Back in October, i was lucky to happen upon a galley of The Fates Will Find Their Way by Hannah Pittard.  Although it was just sitting on a shelf in my office, i'm not sure how it made it's way there.   It's cover was lovely and immediately drew me to it.  i felt even more lucky when the story turned out to be better than i hoped... a real score.  If you're looking for a story to draw you in, don't need all your questions answered and like your narrator to be first-person plural, you'll probably dig The Fates Will Find Their Way as much as i did.

The tale of  the missing 16-year-old Nora Lindell, told collectively by the boys who knew and loved her before her disappearance, is heavy with the purity of youth and the deep melancholy of suburban dystopia.  The two make a enticing recipe for the eerie and suspenseful unfolding of Nora Lindell's possible story following the night she disappeared.  

Hannah Pittard has done something quite magical here in using this collective voice and the obsession a town has with this young woman.
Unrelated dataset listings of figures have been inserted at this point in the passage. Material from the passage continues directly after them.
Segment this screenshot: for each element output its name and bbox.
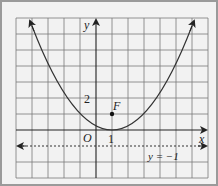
grid xyxy=(16,18,208,178)
directrix-label: y = −1 xyxy=(147,150,179,162)
origin-label: O xyxy=(83,131,92,145)
parabola-diagram: y x O 1 2 F y = −1 xyxy=(0,0,218,186)
focus-label: F xyxy=(112,99,121,113)
x-axis-label: x xyxy=(198,132,205,146)
x-tick-1: 1 xyxy=(108,132,114,146)
y-tick-2: 2 xyxy=(84,92,90,106)
y-axis-label: y xyxy=(83,18,90,32)
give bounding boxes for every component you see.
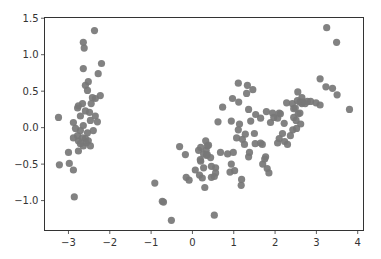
plot-area-frame xyxy=(45,18,364,231)
data-point xyxy=(214,118,221,125)
data-point xyxy=(231,167,238,174)
data-point xyxy=(71,193,78,200)
data-points xyxy=(55,24,353,224)
data-point xyxy=(200,164,207,171)
data-point xyxy=(84,129,91,136)
data-point xyxy=(334,91,341,98)
x-tick-label: −1 xyxy=(144,237,159,248)
data-point xyxy=(199,174,206,181)
data-point xyxy=(201,184,208,191)
data-point xyxy=(333,39,340,46)
x-axis: −3−2−101234 xyxy=(61,231,361,248)
data-point xyxy=(56,161,63,168)
data-point xyxy=(79,100,86,107)
data-point xyxy=(322,83,329,90)
data-point xyxy=(70,166,77,173)
data-point xyxy=(212,169,219,176)
data-point xyxy=(293,117,300,124)
data-point xyxy=(77,112,84,119)
data-point xyxy=(211,212,218,219)
data-point xyxy=(87,142,94,149)
data-point xyxy=(197,158,204,165)
data-point xyxy=(219,104,226,111)
data-point xyxy=(192,166,199,173)
data-point xyxy=(229,95,236,102)
data-point xyxy=(89,94,96,101)
y-tick-label: 0.5 xyxy=(23,86,39,97)
data-point xyxy=(66,160,73,167)
data-point xyxy=(329,85,336,92)
data-point xyxy=(84,87,91,94)
data-point xyxy=(245,106,252,113)
y-tick-label: 1.5 xyxy=(23,13,39,24)
data-point xyxy=(230,149,237,156)
data-point xyxy=(317,101,324,108)
data-point xyxy=(186,177,193,184)
data-point xyxy=(284,141,291,148)
data-point xyxy=(294,88,301,95)
data-point xyxy=(263,108,270,115)
data-point xyxy=(91,27,98,34)
data-point xyxy=(176,143,183,150)
x-tick-label: 2 xyxy=(272,237,278,248)
data-point xyxy=(86,109,93,116)
data-point xyxy=(251,130,258,137)
data-point xyxy=(168,217,175,224)
x-tick-label: 1 xyxy=(231,237,237,248)
data-point xyxy=(274,139,281,146)
data-point xyxy=(204,151,211,158)
data-point xyxy=(249,86,256,93)
y-tick-label: 1.0 xyxy=(23,49,39,60)
data-point xyxy=(75,147,82,154)
data-point xyxy=(238,176,245,183)
data-point xyxy=(151,180,158,187)
y-tick-label: 0.0 xyxy=(23,122,39,133)
data-point xyxy=(265,169,272,176)
data-point xyxy=(72,125,79,132)
x-tick-label: −3 xyxy=(61,237,76,248)
data-point xyxy=(243,90,250,97)
data-point xyxy=(292,104,299,111)
data-point xyxy=(241,141,248,148)
data-point xyxy=(95,70,102,77)
data-point xyxy=(217,149,224,156)
data-point xyxy=(317,75,324,82)
data-point xyxy=(228,118,235,125)
data-point xyxy=(293,125,300,132)
data-point xyxy=(81,45,88,52)
data-point xyxy=(235,99,242,106)
data-point xyxy=(235,80,242,87)
data-point xyxy=(246,149,253,156)
data-point xyxy=(323,24,330,31)
y-axis: 1.51.00.50.0−0.5−1.0 xyxy=(14,13,44,206)
data-point xyxy=(80,65,87,72)
data-point xyxy=(257,139,264,146)
data-point xyxy=(160,199,167,206)
data-point xyxy=(302,100,309,107)
y-tick-label: −0.5 xyxy=(14,159,38,170)
data-point xyxy=(197,144,204,151)
x-tick-label: −2 xyxy=(102,237,117,248)
data-point xyxy=(55,114,62,121)
data-point xyxy=(247,118,254,125)
data-point xyxy=(287,132,294,139)
data-point xyxy=(228,161,235,168)
data-point xyxy=(236,120,243,127)
data-point xyxy=(257,115,264,122)
data-point xyxy=(281,120,288,127)
data-point xyxy=(182,151,189,158)
x-tick-label: 3 xyxy=(313,237,319,248)
data-point xyxy=(65,149,72,156)
x-tick-label: 0 xyxy=(189,237,195,248)
data-point xyxy=(205,142,212,149)
data-point xyxy=(277,110,284,117)
data-point xyxy=(346,106,353,113)
scatter-chart: −3−2−101234 1.51.00.50.0−0.5−1.0 xyxy=(0,0,381,259)
data-point xyxy=(208,163,215,170)
y-tick-label: −1.0 xyxy=(14,195,38,206)
data-point xyxy=(98,60,105,67)
data-point xyxy=(242,131,249,138)
data-point xyxy=(94,118,101,125)
x-tick-label: 4 xyxy=(355,237,361,248)
data-point xyxy=(261,155,268,162)
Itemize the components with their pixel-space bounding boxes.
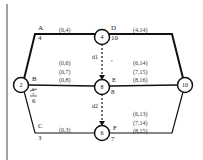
activity-f-duration: 7: [111, 136, 115, 143]
activity-b-pair-1: (0,6): [59, 59, 71, 68]
activity-e-name: E: [112, 77, 116, 84]
edge-activity-b: [28, 85, 95, 86]
network-diagram: [0, 0, 203, 160]
activity-d-name: D: [111, 25, 116, 32]
activity-b-duration: 6: [32, 98, 36, 105]
activity-e-duration: 8: [111, 89, 115, 96]
activity-a-name: A: [38, 25, 43, 32]
node-4-label: 4: [95, 34, 109, 40]
activity-c-pair: (0,3): [59, 126, 71, 135]
dummy-d2-label: d2: [92, 103, 98, 109]
edge-activity-e: [109, 85, 178, 86]
node-10-label: 10: [178, 82, 192, 88]
activity-d-pair: (4,14): [133, 26, 148, 35]
activity-c-name: C: [38, 123, 43, 130]
activity-a-duration: 4: [38, 35, 42, 42]
activity-f-name: F: [113, 125, 117, 132]
activity-e-pair-3: (8,16): [133, 76, 148, 85]
activity-b-name: B: [32, 76, 37, 83]
dummy-d1-mark: ,: [111, 56, 113, 63]
activity-d-duration: 10: [111, 35, 118, 42]
node-8-label: 8: [95, 84, 109, 90]
activity-c-duration: 3: [38, 135, 42, 142]
dummy-d1-label: d1: [92, 54, 98, 60]
node-6-label: 6: [95, 130, 109, 136]
activity-f-pair-1: (6,13): [133, 110, 148, 119]
node-2-label: 2: [14, 82, 28, 88]
activity-f-pair-3: (8,15): [133, 127, 148, 136]
activity-e-pair-1: (6,14): [133, 59, 148, 68]
activity-a-pair: (0,4): [59, 26, 71, 35]
activity-b-pair-3: (0,8): [59, 76, 71, 85]
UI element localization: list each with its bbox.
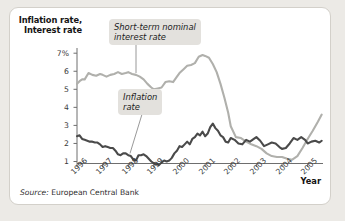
x-axis-title: Year bbox=[300, 176, 321, 186]
y-tick-label-2: 2 bbox=[45, 139, 69, 148]
callout-inflation-rate: Inflation rate bbox=[118, 89, 162, 115]
series-line-short-term-nominal-interest-rate bbox=[77, 55, 322, 160]
source-note: Source: European Central Bank bbox=[20, 188, 139, 197]
y-tick-label-4: 4 bbox=[45, 103, 69, 112]
callout-interest-line1: Short-term nominal bbox=[114, 22, 196, 32]
callout-leader-line-inflation bbox=[130, 111, 143, 153]
callout-inflation-line2: rate bbox=[123, 102, 157, 112]
y-tick-label-5: 5 bbox=[45, 85, 69, 94]
y-tick-label-1: 1 bbox=[45, 157, 69, 166]
y-tick-label-7: 7% bbox=[45, 49, 69, 58]
source-text: European Central Bank bbox=[51, 188, 139, 197]
y-tick-label-6: 6 bbox=[45, 67, 69, 76]
chart-figure-panel: Inflation rate, Interest rate 7%654321 1… bbox=[9, 7, 331, 205]
y-axis-ticks bbox=[74, 53, 78, 161]
callout-inflation-line1: Inflation bbox=[123, 92, 157, 102]
callout-short-term-nominal-interest-rate: Short-term nominal interest rate bbox=[109, 19, 201, 45]
source-prefix: Source: bbox=[20, 188, 49, 197]
y-tick-label-3: 3 bbox=[45, 121, 69, 130]
callout-interest-line2: interest rate bbox=[114, 32, 196, 42]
The obsession absorbs the boys minds as they grow into men, married with children of their own.  The magic is in Pittard's way of drawing us through the multiple possibilities of Nora's fate through this collective voice as if each one is fact; details so rich and often lovingly and tenderly thought up by this collective.  

The boys grow into men who do what they are "supposed" to do.  Most get married, have children, become doctors, and although they expect these things lead to happiness, they end up disillusioned and looking for an escape.  Their obsession with what may have happened to Nora Lindell is such an escape; where they can live vicariously through her and with her, no longer left behind.  The Fates Will Find Their Way, reminiscent of The Virgin Suicides and The Swimmer, is simply a remarkable first novel.   

Here's a fun interview with Pittard with a bookseller at Powell's.

i can't say how excited i am to host an event with her (& Teju Cole, author of Open City) Friday, February 11th, 7pm at the Odyssey Bookshop.  i hope you can make it out.

28 November 2010

26 November 2010

exley


brock clarke's latest novel is Exley.   
he'll be reading and signing at:

the odyssey bookshop 
south hadley, ma
thursday, december 16th
at 7pm

here's a favorite snippet 
from the book:




"As far as I'd known up until that point, the most important thing about reading a book was to say you'd finished it faster than anyone thought you could.  
But I did not want to finish this book.  

Some of the books I'd read had told me that love is fleeting; 
some of the other books I'd read had told me that love is eternal.  
But they were wrong... Love is not wanting the thing you love to ever end.  
I was in love with A Fan's Notes, just like my dad was.  
And I was in love with my dad, just like I was in love with A Fan's Notes. 
 I wanted both of them to last forever."